Latest from JET

Feb 2, 2008

is a peer-reviewed electronic journal published by the Institute for Ethics and Emerging Technologies, and edited by IEET Fellow Dr. Russell Blackford. The first two articles of Volume 17 have been published.

Alessandro Tomasi “The Role of Intimacy in the Evolution of Technology” Journal of Evolution and Technology (17:1) January 2008 - pgs 1-12

Abstract:  In this article, Georges Bataille’s notion of intimacy will be re-interpreted to show that it has a role to play in the evolution of technology. The specifically human form of intimacy can be experienced through the successful adoption of technological devices that have the qualities necessary to fit in and work out in our life context. If they manage to become part of our life, then we experience them as projections of our psychophysical personality, and, as such, they escape our positing, objectifying consciousness. Intimacy can be seen as the organizing principle that shapes the evolution of technology towards an ideal end that promises at least an approximation to the absolute intimacy that is unique to the gods.

Bill Hibbard’s “The Technology of Mind and a New Social Contract” Journal of Evolution and Technology (17:1) January 2008 - pgs 13-22

Abstract: The progress of biology, neuroscience and computer science makes it clear that some time during the twenty- first century we will master the technologies of mind and life. We will build machines more intelligent than ourselves, and modify our own brains and bodies to increase our intelligence, live indefinitely and make other changes. We live together according to a social contract, consisting of laws, morals and conventions governing our interactions. This social contract is based on assumptions we rarely question: that all humans have roughly the same intelligence, that we have limited life spans and that we share a set of motives as part of our human nature. The technologies of mind and life will invalidate these assumptions and inevitably change our social contract in fundamental ways. We need to prepare for these new technologies so that they change the world in ways we want rather than just stumbling into a world that we don’t.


ACTION ITEM:
The required answer is a copy of each line in the entries below that includes "connector".
==== EXERCISE DATA ====
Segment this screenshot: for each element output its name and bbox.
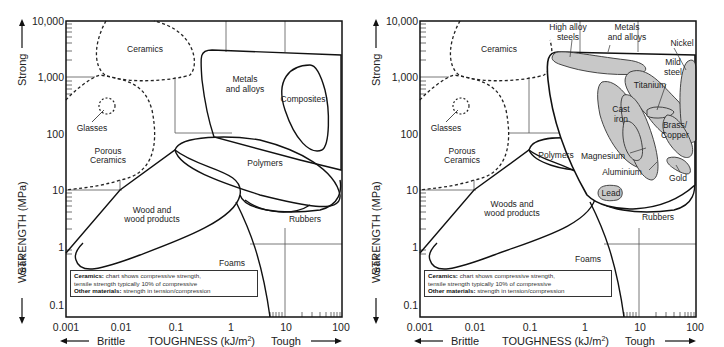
- note-line-2: tensile strength typically 10% of compre…: [74, 280, 254, 288]
- y-tick-1000: 1,000: [392, 71, 418, 83]
- x-tough-label: Tough: [625, 335, 655, 347]
- label-high-alloy-2: steels: [557, 32, 579, 42]
- label-foams: Foams: [219, 258, 245, 268]
- label-polymers: Polymers: [538, 150, 573, 160]
- right-chart: Ceramics Glasses Porous Ceramics Polymer…: [362, 0, 724, 347]
- x-tick-0.001: 0.001: [53, 321, 79, 333]
- note-other-bold: Other materials:: [74, 287, 121, 294]
- x-axis-title: TOUGHNESS (kJ/m2): [148, 335, 255, 347]
- x-tick-100: 100: [332, 321, 350, 333]
- x-brittle-label: Brittle: [97, 335, 125, 347]
- brittle-arrow-icon: [414, 338, 443, 344]
- label-wood-2: wood products: [123, 214, 179, 224]
- label-gold: Gold: [669, 173, 687, 183]
- note-ceramics-text: chart shows compressive strength,: [104, 272, 201, 279]
- brittle-arrow-icon: [60, 338, 89, 344]
- label-brass: Brass/: [663, 120, 688, 130]
- label-ceramics: Ceramics: [481, 44, 517, 54]
- tough-arrow-icon: [665, 338, 696, 344]
- x-tick-0.01: 0.01: [465, 321, 486, 333]
- tough-arrow-icon: [311, 338, 342, 344]
- label-porous-2: Ceramics: [90, 155, 126, 165]
- label-ceramics: Ceramics: [127, 44, 163, 54]
- rubbers-inner: [245, 200, 310, 212]
- label-aluminium: Aluminium: [602, 167, 642, 177]
- label-metals-2: and alloys: [226, 84, 264, 94]
- x-tick-0.1: 0.1: [169, 321, 184, 333]
- weak-arrow-icon: [373, 298, 379, 324]
- polymers-region: [175, 137, 340, 207]
- y-tick-1000: 1,000: [38, 71, 64, 83]
- label-porous-2: Ceramics: [444, 155, 480, 165]
- note-ceramics-text: chart shows compressive strength,: [458, 272, 555, 279]
- weak-arrow-icon: [19, 298, 25, 324]
- note-other-bold: Other materials:: [428, 287, 475, 294]
- y-tick-0.1: 0.1: [403, 299, 418, 311]
- y-tick-1: 1: [58, 241, 64, 253]
- left-chart: Ceramics Glasses Porous Ceramics Metals …: [0, 0, 362, 347]
- glasses-region: [92, 98, 115, 122]
- label-lead: Lead: [602, 188, 621, 198]
- x-tough-label: Tough: [271, 335, 301, 347]
- label-rubbers: Rubbers: [289, 214, 321, 224]
- y-tick-10000: 10,000: [32, 15, 64, 27]
- label-magnesium: Magnesium: [581, 151, 625, 161]
- x-axis-title: TOUGHNESS (kJ/m2): [502, 335, 609, 347]
- note-ceramics-bold: Ceramics:: [428, 272, 458, 279]
- y-tick-10: 10: [406, 184, 418, 196]
- x-brittle-label: Brittle: [451, 335, 479, 347]
- label-metals-1: Metals: [614, 22, 639, 32]
- x-tick-1: 1: [582, 321, 588, 333]
- label-woods-2: wood products: [483, 208, 539, 218]
- x-tick-0.1: 0.1: [523, 321, 538, 333]
- label-mild-2: steel: [664, 67, 682, 77]
- label-copper: Copper: [661, 130, 689, 140]
- y-tick-100: 100: [46, 128, 64, 140]
- glasses-region: [446, 98, 469, 122]
- note-box: Ceramics: chart shows compressive streng…: [424, 270, 612, 297]
- composites-region: [282, 65, 329, 151]
- label-rubbers: Rubbers: [642, 212, 674, 222]
- label-metals-2: and alloys: [608, 32, 646, 42]
- x-tick-1: 1: [228, 321, 234, 333]
- note-box: Ceramics: chart shows compressive streng…: [70, 270, 258, 297]
- x-tick-0.001: 0.001: [407, 321, 433, 333]
- strong-arrow-icon: [19, 19, 25, 48]
- label-cast-2: iron: [614, 114, 628, 124]
- y-tick-10000: 10,000: [386, 15, 418, 27]
- x-tick-10: 10: [280, 321, 292, 333]
- label-composites: Composites: [281, 94, 326, 104]
- y-tick-0.1: 0.1: [49, 299, 64, 311]
- y-strong-label: Strong: [16, 54, 28, 86]
- y-strong-label: Strong: [370, 54, 382, 86]
- note-other-text: strength in tension/compression: [121, 287, 210, 294]
- y-weak-label: Weak: [16, 255, 28, 283]
- x-tick-100: 100: [686, 321, 704, 333]
- x-tick-0.01: 0.01: [111, 321, 132, 333]
- strong-arrow-icon: [373, 19, 379, 48]
- label-foams: Foams: [575, 254, 601, 264]
- label-cast-1: Cast: [612, 104, 630, 114]
- y-tick-1: 1: [412, 241, 418, 253]
- label-metals-1: Metals: [232, 74, 257, 84]
- label-titanium: Titanium: [634, 80, 666, 90]
- label-mild-1: Mild: [665, 57, 681, 67]
- label-nickel: Nickel: [670, 38, 693, 48]
- y-tick-100: 100: [400, 128, 418, 140]
- y-weak-label: Weak: [370, 255, 382, 283]
- y-tick-10: 10: [52, 184, 64, 196]
- note-other-text: strength in tension/compression: [475, 287, 564, 294]
- label-high-alloy-1: High alloy: [549, 22, 587, 32]
- label-glasses: Glasses: [77, 123, 108, 133]
- metals-region: [201, 50, 341, 170]
- label-glasses: Glasses: [431, 123, 462, 133]
- label-polymers: Polymers: [247, 158, 282, 168]
- note-ceramics-bold: Ceramics:: [74, 272, 104, 279]
- note-line-2: tensile strength typically 10% of compre…: [428, 280, 608, 288]
- x-tick-10: 10: [634, 321, 646, 333]
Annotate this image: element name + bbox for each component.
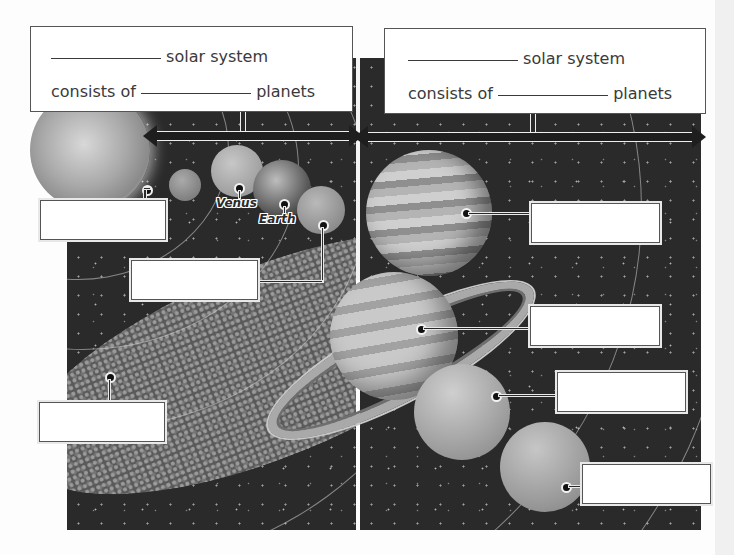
label-box-mars[interactable] — [131, 260, 258, 300]
mars-leader-line — [321, 227, 324, 283]
planet-uranus — [414, 364, 510, 460]
label-box-jupiter[interactable] — [531, 203, 660, 243]
label-box-neptune[interactable] — [582, 464, 711, 504]
label-earth: Earth — [259, 212, 296, 226]
header-text: consists of — [51, 82, 136, 101]
inner-planets-header: solar system consists of planets — [30, 26, 353, 112]
planet-neptune — [500, 422, 590, 512]
outer-planets-header: solar system consists of planets — [384, 28, 706, 114]
saturn-leader-line — [423, 327, 532, 330]
header-line-1: solar system — [408, 49, 625, 68]
fill-in-blank-system-name[interactable] — [51, 58, 161, 59]
header-text: planets — [256, 82, 315, 101]
outer-header-connector — [530, 114, 536, 133]
header-text: solar system — [523, 49, 625, 68]
label-box-mercury[interactable] — [40, 200, 166, 240]
fill-in-blank-planet-count[interactable] — [141, 93, 251, 94]
jupiter-leader-line — [468, 212, 533, 215]
planet-mercury — [169, 169, 201, 201]
uranus-leader-line — [498, 394, 559, 397]
header-line-2: consists of planets — [51, 82, 315, 101]
label-box-saturn[interactable] — [530, 306, 660, 346]
fill-in-blank-system-name[interactable] — [408, 60, 518, 61]
header-text: planets — [613, 84, 672, 103]
header-line-2: consists of planets — [408, 84, 672, 103]
header-text: consists of — [408, 84, 493, 103]
mercury-leader-line — [143, 187, 151, 190]
asteroid-belt-leader-line — [108, 379, 111, 404]
inner-header-connector — [240, 112, 246, 132]
outer-planets-span-arrow — [366, 132, 694, 142]
label-box-uranus[interactable] — [557, 372, 686, 412]
header-line-1: solar system — [51, 47, 268, 66]
inner-planets-span-arrow — [155, 131, 351, 141]
fill-in-blank-planet-count[interactable] — [498, 95, 608, 96]
header-text: solar system — [166, 47, 268, 66]
mars-leader-line — [258, 280, 323, 283]
page-edge — [715, 0, 734, 555]
inner-outer-divider — [356, 58, 360, 280]
label-venus: Venus — [216, 196, 257, 210]
label-box-asteroid-belt[interactable] — [39, 402, 165, 442]
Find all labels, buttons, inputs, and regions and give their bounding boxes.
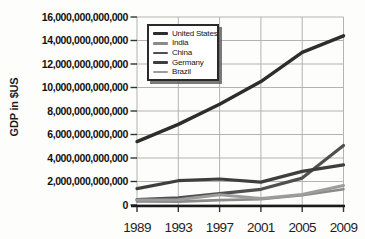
y-tick-label: 8,000,000,000,000 <box>47 105 128 117</box>
legend-line-swatch <box>153 61 168 64</box>
x-tick-label: 2001 <box>247 220 275 235</box>
x-tick-label: 1993 <box>164 220 192 235</box>
legend-item-india: India <box>153 39 215 49</box>
legend-item-brazil: Brazil <box>153 67 215 77</box>
legend-item-china: China <box>153 48 215 58</box>
x-tick-label: 2009 <box>330 220 358 235</box>
legend-line-swatch <box>153 32 168 35</box>
series-line-germany <box>137 165 344 189</box>
x-tick-label: 1989 <box>123 220 151 235</box>
legend-item-united-states: United States <box>153 29 215 39</box>
legend-label: Germany <box>172 59 204 67</box>
y-tick-label: 0 <box>123 199 129 211</box>
legend-line-swatch <box>153 52 168 55</box>
y-tick-label: 10,000,000,000,000 <box>42 81 129 93</box>
y-tick-label: 16,000,000,000,000 <box>42 11 129 23</box>
legend-label: United States <box>172 30 217 38</box>
legend-item-germany: Germany <box>153 58 215 68</box>
legend-line-swatch <box>153 42 168 44</box>
x-tick-label: 1997 <box>206 220 234 235</box>
y-axis-title: GDP in $US <box>8 69 20 145</box>
y-tick-label: 2,000,000,000,000 <box>47 175 128 187</box>
legend-label: Brazil <box>172 68 191 76</box>
y-tick-label: 6,000,000,000,000 <box>47 128 128 140</box>
legend-line-swatch <box>153 71 168 74</box>
y-tick-label: 14,000,000,000,000 <box>42 34 129 46</box>
x-tick-label: 2005 <box>288 220 316 235</box>
gdp-chart-figure: 16,000,000,000,00014,000,000,000,00012,0… <box>0 0 365 239</box>
y-tick-label: 12,000,000,000,000 <box>42 58 129 70</box>
y-tick-label: 4,000,000,000,000 <box>47 152 128 164</box>
legend-label: China <box>172 49 192 57</box>
chart-legend: United StatesIndiaChinaGermanyBrazil <box>147 24 219 81</box>
legend-label: India <box>172 39 188 47</box>
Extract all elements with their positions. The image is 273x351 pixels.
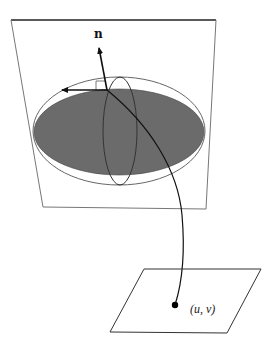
hemisphere-projection-diagram: n (u, v) xyxy=(0,0,273,351)
parameter-plane xyxy=(110,269,261,333)
shaded-disk xyxy=(34,89,204,175)
right-angle-marker xyxy=(96,81,105,90)
uv-label: (u, v) xyxy=(190,302,215,316)
upper-plane-right-edge xyxy=(206,20,216,209)
uv-point-dot xyxy=(172,302,178,308)
normal-arrow xyxy=(99,48,107,90)
normal-label: n xyxy=(94,27,103,41)
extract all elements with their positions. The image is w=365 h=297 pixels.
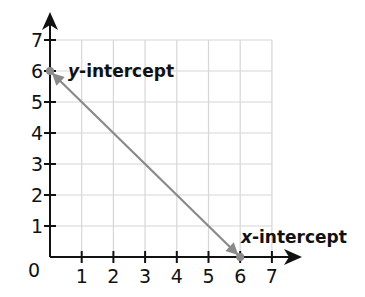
- y-tick-label: 5: [31, 91, 43, 113]
- y-tick-label: 3: [31, 153, 43, 175]
- x-tick-label: 5: [202, 265, 214, 287]
- y-intercept-label: y-intercept: [68, 61, 174, 81]
- x-tick-label: 6: [234, 265, 246, 287]
- x-tick-label: 2: [107, 265, 119, 287]
- x-tick-label: 4: [171, 265, 183, 287]
- x-tick-labels: 1234567: [76, 265, 278, 287]
- origin-label: 0: [28, 259, 40, 281]
- y-tick-labels: 1234567: [31, 29, 43, 237]
- intercept-point: [236, 253, 244, 261]
- x-intercept-label: x-intercept: [240, 227, 347, 247]
- intercept-point: [46, 67, 54, 75]
- annotations: y-interceptx-intercept: [68, 61, 347, 247]
- y-tick-label: 2: [31, 184, 43, 206]
- y-tick-label: 1: [31, 215, 43, 237]
- x-tick-label: 7: [266, 265, 278, 287]
- x-tick-label: 1: [76, 265, 88, 287]
- y-tick-label: 6: [31, 60, 43, 82]
- y-tick-label: 7: [31, 29, 43, 51]
- x-tick-label: 3: [139, 265, 151, 287]
- y-tick-label: 4: [31, 122, 43, 144]
- chart: 1234567 1234567 0 y-interceptx-intercept: [0, 0, 365, 297]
====
RESPONSE BOX:
outer-header-connector — [530, 114, 536, 133]
inner-header-connector — [240, 112, 246, 132]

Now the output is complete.